ABA: White House study ignored stablecoin deposit flight risk
The American Bankers Association says a White House CEA report overlooked the risk that yield-paying stablecoins could pull retail deposits from community banks.
The American Bankers Association criticized a White House Council of Economic Advisers report for not addressing the risk that yield-paying stablecoins could draw deposits away from community banks. The ABA made the comments in the ABA Banking Journal, arguing the CEA examined a narrow scenario rather than the effects of rapid stablecoin adoption.
The CEA estimated that prohibiting yield on payment stablecoins would increase total bank lending by about $2.1 billion, roughly 0.02% of all loans. The report also estimated consumers would lose about $800 million a year in forgone returns if yield were banned.
The ABA rejected that framing and called for analysis of scenarios in which yield-bearing stablecoins scale quickly and attract retail deposits. The banking group said stablecoins backed by Treasury securities and offering competitive returns could pull cheap deposits from smaller banks, raising those banks’ funding costs and reducing their ability to lend to small businesses, farmers and homebuyers. The Treasury Department has previously estimated as much as $6.6 trillion in deposits could be at risk if private digital cash-like instruments scale widely.
“The CEA studied the wrong question,” the ABA wrote. “By focusing on the effects of a prohibition, the CEA paper risks creating a misleading sense of safety by avoiding the much more consequential scenario: yield-paying payment stablecoins scaling quickly.”
The dispute over stablecoin yield arrives as the Senate returns from recess with a narrow window to advance the Digital Asset Market CLARITY Act. Yield on payment stablecoins remains the main unresolved issue in the bill. Treasury Secretary Scott Bessent has urged passage, and officials at both the SEC and the CFTC have said their agencies are ready to implement the legislation if it becomes law.
Senator Cynthia Lummis warned that if the Senate Banking Committee does not mark up the bill by late April, federal action on digital assets could be delayed for years and the legislation is unlikely to return before the November midterm elections. ABA and other banking representatives have urged that policymaking include models of deposit migration and long-term market dynamics rather than only near-term effects of a prohibition.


◆ **Exercise brief**
If a line in the listing includes the word "doctor", copy it out.

◆ **Exercise input**
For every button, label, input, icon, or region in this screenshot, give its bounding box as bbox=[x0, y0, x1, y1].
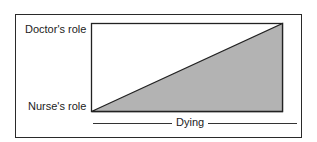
nurse-role-label: Nurse's role bbox=[28, 100, 86, 112]
dying-axis-label: Dying bbox=[172, 116, 208, 128]
doctor-role-label: Doctor's role bbox=[25, 23, 86, 35]
doctor-role-area bbox=[92, 24, 283, 112]
role-diagram bbox=[0, 0, 317, 142]
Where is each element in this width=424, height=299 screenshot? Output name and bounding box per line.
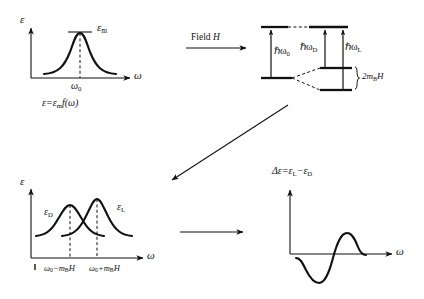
epsilon-D-subscript: D xyxy=(48,211,53,218)
diagonal-arrow-line xyxy=(172,105,288,180)
tick-right-plus-m: +m xyxy=(98,263,110,273)
energy-level-diagram xyxy=(261,27,360,90)
omega-zero-symbol: ω xyxy=(71,80,78,91)
bottom-right-axes xyxy=(290,190,392,254)
top-left-y-axis-label: ε xyxy=(20,14,24,25)
split-branch-lower xyxy=(292,78,320,90)
physics-figure: ε ω εm ω0 ε=εmf(ω) Field H ℏω0 ℏωD ℏωL 2… xyxy=(0,0,424,299)
hbar-omega-zero-label: ℏω0 xyxy=(274,46,290,57)
tick-left-minus-m: −m xyxy=(53,263,65,273)
hbar-omega-zero-subscript: 0 xyxy=(287,50,290,57)
tick-right-H: H xyxy=(114,263,120,273)
curve-label-epsilon-D: εD xyxy=(44,207,53,218)
hbar-omega-L-subscript: L xyxy=(358,46,362,53)
bottom-left-x-axis-label: ω xyxy=(147,250,155,261)
splitting-brace xyxy=(355,67,360,89)
epsilon-L-subscript: L xyxy=(121,206,125,213)
field-h-arrow-label: Field H xyxy=(191,33,220,43)
bottom-right-x-axis-label: ω xyxy=(396,246,404,257)
splitting-field-symbol: H xyxy=(377,71,384,81)
hbar-omega-zero-symbol: ℏω xyxy=(274,45,287,56)
field-h-symbol: H xyxy=(213,32,220,42)
curve-label-epsilon-L: εL xyxy=(117,202,125,213)
delta-epsilon-D-sub: D xyxy=(307,170,312,177)
hbar-omega-L-symbol: ℏω xyxy=(345,41,358,52)
omega-zero-subscript: 0 xyxy=(78,85,81,92)
top-left-x-axis-label: ω xyxy=(134,70,142,81)
omega-zero-tick-label: ω0 xyxy=(71,81,81,92)
caption-function: f(ω) xyxy=(62,97,79,108)
tick-label-omega-plus: ω0+mBH xyxy=(89,264,120,274)
peak-epsilon-subscript: m xyxy=(101,26,107,35)
dispersion-curve xyxy=(296,233,366,283)
caption-epsilon-eq: ε=ε xyxy=(42,97,57,108)
delta-epsilon-prefix: Δε=ε xyxy=(272,165,293,176)
hbar-omega-L-label: ℏωL xyxy=(345,42,362,53)
split-branch-upper xyxy=(292,68,320,78)
splitting-prefix: 2m xyxy=(362,71,373,81)
hbar-omega-D-symbol: ℏω xyxy=(300,41,313,52)
peak-epsilon-m-label: εm xyxy=(97,22,107,34)
hbar-omega-D-subscript: D xyxy=(313,46,318,53)
top-left-caption: ε=εmf(ω) xyxy=(42,98,78,109)
field-word: Field xyxy=(191,32,213,42)
zeeman-splitting-label: 2mBH xyxy=(362,72,384,82)
bottom-left-y-axis-label: ε xyxy=(20,176,24,187)
bottom-left-axes xyxy=(31,189,143,270)
delta-epsilon-minus: −ε xyxy=(297,165,308,176)
hbar-omega-D-label: ℏωD xyxy=(300,42,318,53)
delta-epsilon-axis-label: Δε=εL−εD xyxy=(272,166,312,177)
tick-label-omega-minus: ω0−mBH xyxy=(44,264,75,274)
tick-left-H: H xyxy=(69,263,75,273)
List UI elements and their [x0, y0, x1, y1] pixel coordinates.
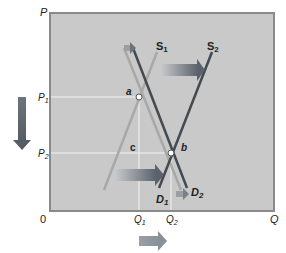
- point-a-label: a: [126, 86, 132, 97]
- supply-demand-diagram: P Q 0 P1 P2 Q1 Q2 S1 S2 D1 D2 a b c: [0, 0, 286, 253]
- q1-label: Q1: [134, 214, 146, 226]
- price-decrease-arrow: [13, 97, 31, 150]
- point-b: [168, 150, 174, 156]
- origin-label: 0: [40, 213, 46, 225]
- point-b-label: b: [181, 142, 187, 153]
- p1-label: P1: [38, 92, 49, 104]
- q2-label: Q2: [166, 214, 178, 226]
- x-axis-label: Q: [270, 213, 279, 225]
- quantity-increase-arrow: [139, 231, 167, 251]
- point-c-label: c: [130, 142, 136, 153]
- point-a: [136, 94, 142, 100]
- y-axis-label: P: [40, 6, 48, 18]
- p2-label: P2: [38, 148, 49, 160]
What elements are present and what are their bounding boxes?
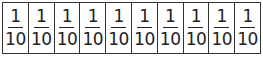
fraction-bar bbox=[8, 27, 23, 29]
numerator: 1 bbox=[242, 8, 252, 25]
denominator: 10 bbox=[57, 31, 78, 48]
numerator: 1 bbox=[113, 8, 123, 25]
denominator: 10 bbox=[108, 31, 129, 48]
fraction-bar bbox=[240, 27, 255, 29]
fraction-cell: 1 10 bbox=[54, 3, 80, 53]
numerator: 1 bbox=[88, 8, 98, 25]
fraction-cell: 1 10 bbox=[183, 3, 209, 53]
denominator: 10 bbox=[237, 31, 258, 48]
numerator: 1 bbox=[139, 8, 149, 25]
numerator: 1 bbox=[62, 8, 72, 25]
denominator: 10 bbox=[186, 31, 207, 48]
fraction-cell: 1 10 bbox=[131, 3, 157, 53]
fraction-bar bbox=[163, 27, 178, 29]
denominator: 10 bbox=[5, 31, 26, 48]
fraction-bar bbox=[188, 27, 203, 29]
fraction-cell: 1 10 bbox=[105, 3, 131, 53]
numerator: 1 bbox=[217, 8, 227, 25]
fraction-cell: 1 10 bbox=[3, 3, 28, 53]
fraction-bar bbox=[34, 27, 49, 29]
numerator: 1 bbox=[191, 8, 201, 25]
fraction-cell: 1 10 bbox=[157, 3, 183, 53]
fraction-cell: 1 10 bbox=[208, 3, 234, 53]
fraction-cell: 1 10 bbox=[79, 3, 105, 53]
numerator: 1 bbox=[10, 8, 20, 25]
denominator: 10 bbox=[82, 31, 103, 48]
fraction-bar bbox=[111, 27, 126, 29]
fraction-strip: 1 10 1 10 1 10 1 10 1 10 1 10 1 10 1 10 … bbox=[2, 2, 261, 54]
denominator: 10 bbox=[134, 31, 155, 48]
fraction-bar bbox=[59, 27, 74, 29]
fraction-bar bbox=[214, 27, 229, 29]
denominator: 10 bbox=[160, 31, 181, 48]
fraction-bar bbox=[137, 27, 152, 29]
numerator: 1 bbox=[36, 8, 46, 25]
numerator: 1 bbox=[165, 8, 175, 25]
fraction-bar bbox=[85, 27, 100, 29]
denominator: 10 bbox=[31, 31, 52, 48]
denominator: 10 bbox=[211, 31, 232, 48]
fraction-cell: 1 10 bbox=[28, 3, 54, 53]
fraction-cell: 1 10 bbox=[234, 3, 260, 53]
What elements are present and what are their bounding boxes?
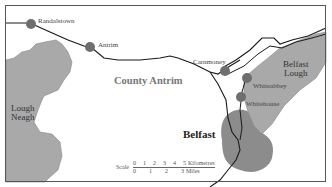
scale-km-tick: 4: [173, 160, 183, 166]
scale-km-row: 0 1 2 3 4 5 Kilometres: [133, 160, 215, 168]
scale-km-unit: Kilometres: [188, 160, 215, 166]
belfast-lough-line2: Lough: [283, 69, 309, 78]
region-label: County Antrim: [114, 76, 183, 87]
scale-mile-tick: 2: [165, 168, 181, 174]
town-label-carnmoney: Carnmoney: [193, 59, 226, 66]
town-marker-whitehouse[interactable]: [236, 92, 246, 102]
town-label-randalstown: Randalstown: [38, 18, 75, 25]
lough-neagh-line2: Neagh: [11, 113, 35, 122]
scale-km-tick: 3: [163, 160, 173, 166]
scale-km-tick: 2: [153, 160, 163, 166]
city-label-belfast: Belfast: [183, 129, 215, 140]
town-label-whiteabbey: Whiteabbey: [253, 83, 287, 90]
scale-bars: 0 1 2 3 4 5 Kilometres 0 1 2 3 Miles: [133, 160, 215, 174]
town-marker-carnmoney[interactable]: [220, 66, 230, 76]
town-marker-whiteabbey[interactable]: [242, 73, 252, 83]
scale-km-tick: 0: [133, 160, 143, 166]
water-label-belfast-lough: Belfast Lough: [283, 60, 309, 79]
scale-mile-tick: 0: [133, 168, 149, 174]
scale-km-tick: 1: [143, 160, 153, 166]
water-label-lough-neagh: Lough Neagh: [11, 104, 35, 123]
scale-mile-row: 0 1 2 3 Miles: [133, 168, 215, 174]
map-canvas: [0, 0, 332, 187]
scale-mile-tick: 3: [181, 168, 184, 174]
scale-km-tick: 5: [183, 160, 186, 166]
map-scale: Scale 0 1 2 3 4 5 Kilometres 0 1 2 3 Mil…: [116, 160, 215, 174]
scale-mile-tick: 1: [149, 168, 165, 174]
town-label-antrim: Antrim: [98, 42, 118, 49]
town-label-whitehouse: Whitehouse: [246, 101, 279, 108]
town-marker-randalstown[interactable]: [26, 19, 36, 29]
scale-mile-unit: Miles: [186, 168, 200, 174]
scale-label: Scale: [116, 164, 129, 170]
town-marker-antrim[interactable]: [85, 42, 95, 52]
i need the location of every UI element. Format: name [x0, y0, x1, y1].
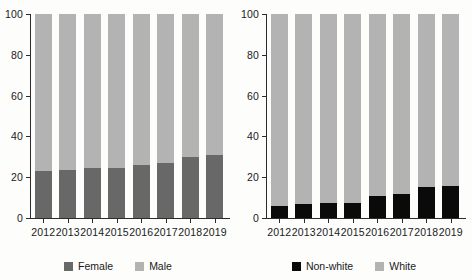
legend-label: White	[389, 260, 416, 272]
bar-2013	[59, 14, 76, 218]
legend-gender: FemaleMale	[0, 260, 236, 272]
x-tick-mark	[377, 219, 378, 223]
y-tick-label: 100	[5, 8, 23, 20]
y-axis-line	[30, 14, 31, 218]
bar-segment-non-white	[418, 187, 435, 218]
x-tick-label-2015: 2015	[341, 226, 365, 238]
chart-panel-gender: 020406080100 201220132014201520162017201…	[0, 0, 236, 280]
y-tick-label: 20	[247, 171, 259, 183]
y-tick-label: 60	[11, 90, 23, 102]
bar-segment-female	[35, 171, 52, 218]
y-tick-mark	[262, 218, 266, 219]
bar-segment-non-white	[271, 206, 288, 218]
y-tick-label: 80	[247, 49, 259, 61]
legend-swatch-icon	[292, 262, 301, 271]
bar-2015	[108, 14, 125, 218]
x-tick-mark	[166, 219, 167, 223]
y-tick-mark	[26, 55, 30, 56]
bar-segment-female	[182, 157, 199, 218]
y-tick-label: 100	[241, 8, 259, 20]
legend-swatch-icon	[135, 262, 144, 271]
bar-2014	[320, 14, 337, 218]
bar-segment-non-white	[393, 194, 410, 218]
y-axis-labels-left: 020406080100	[0, 0, 23, 248]
bar-segment-non-white	[369, 196, 386, 218]
bar-segment-white	[442, 14, 459, 186]
legend-item-male[interactable]: Male	[135, 260, 172, 272]
y-tick-label: 40	[247, 130, 259, 142]
y-tick-mark	[262, 96, 266, 97]
bar-2012	[35, 14, 52, 218]
y-tick-mark	[26, 96, 30, 97]
plot-wrapper-right: 020406080100 201220132014201520162017201…	[236, 0, 472, 248]
x-tick-label-2013: 2013	[56, 226, 80, 238]
bar-segment-male	[35, 14, 52, 171]
bar-segment-female	[108, 168, 125, 218]
legend-label: Female	[78, 260, 113, 272]
bar-segment-white	[418, 14, 435, 187]
x-tick-label-2018: 2018	[178, 226, 202, 238]
x-tick-label-2016: 2016	[365, 226, 389, 238]
plot-wrapper-left: 020406080100 201220132014201520162017201…	[0, 0, 236, 248]
chart-panel-race: 020406080100 201220132014201520162017201…	[236, 0, 472, 280]
bar-segment-male	[59, 14, 76, 170]
legend-race: Non-whiteWhite	[236, 260, 472, 272]
legend-item-female[interactable]: Female	[64, 260, 113, 272]
x-tick-mark	[141, 219, 142, 223]
bar-2012	[271, 14, 288, 218]
y-tick-label: 20	[11, 171, 23, 183]
bar-segment-non-white	[295, 204, 312, 218]
x-tick-mark	[43, 219, 44, 223]
x-tick-mark	[451, 219, 452, 223]
y-tick-mark	[26, 218, 30, 219]
bar-segment-male	[182, 14, 199, 157]
x-tick-mark	[304, 219, 305, 223]
x-tick-label-2013: 2013	[292, 226, 316, 238]
x-tick-label-2012: 2012	[31, 226, 55, 238]
x-tick-mark	[117, 219, 118, 223]
x-tick-label-2014: 2014	[80, 226, 104, 238]
y-tick-label: 0	[253, 212, 259, 224]
x-tick-mark	[215, 219, 216, 223]
bar-segment-white	[295, 14, 312, 204]
bar-segment-male	[108, 14, 125, 168]
bar-2016	[133, 14, 150, 218]
x-tick-label-2017: 2017	[154, 226, 178, 238]
y-tick-mark	[262, 136, 266, 137]
bar-segment-white	[369, 14, 386, 196]
x-tick-mark	[426, 219, 427, 223]
bar-2014	[84, 14, 101, 218]
x-tick-label-2017: 2017	[390, 226, 414, 238]
bar-2019	[206, 14, 223, 218]
x-tick-label-2012: 2012	[267, 226, 291, 238]
bar-segment-non-white	[344, 203, 361, 218]
x-axis-line	[266, 218, 466, 219]
bar-segment-female	[59, 170, 76, 218]
y-tick-label: 60	[247, 90, 259, 102]
x-tick-label-2016: 2016	[129, 226, 153, 238]
bar-segment-non-white	[442, 186, 459, 218]
legend-item-white[interactable]: White	[375, 260, 416, 272]
y-tick-label: 0	[17, 212, 23, 224]
bar-2015	[344, 14, 361, 218]
x-tick-mark	[328, 219, 329, 223]
y-tick-label: 40	[11, 130, 23, 142]
x-tick-mark	[353, 219, 354, 223]
bar-2019	[442, 14, 459, 218]
x-tick-mark	[279, 219, 280, 223]
bar-segment-female	[157, 163, 174, 218]
legend-item-non-white[interactable]: Non-white	[292, 260, 353, 272]
bar-2018	[182, 14, 199, 218]
bar-2017	[393, 14, 410, 218]
bar-segment-white	[320, 14, 337, 203]
bar-2017	[157, 14, 174, 218]
bar-segment-non-white	[320, 203, 337, 218]
bar-segment-white	[271, 14, 288, 206]
x-tick-mark	[402, 219, 403, 223]
bar-segment-white	[344, 14, 361, 203]
bar-segment-white	[393, 14, 410, 194]
legend-swatch-icon	[64, 262, 73, 271]
bar-segment-male	[133, 14, 150, 165]
bar-2018	[418, 14, 435, 218]
legend-swatch-icon	[375, 262, 384, 271]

◆ **Exercise result**
doctor-role-label: Doctor's role bbox=[25, 23, 86, 35]
doctor-role-area bbox=[92, 24, 283, 112]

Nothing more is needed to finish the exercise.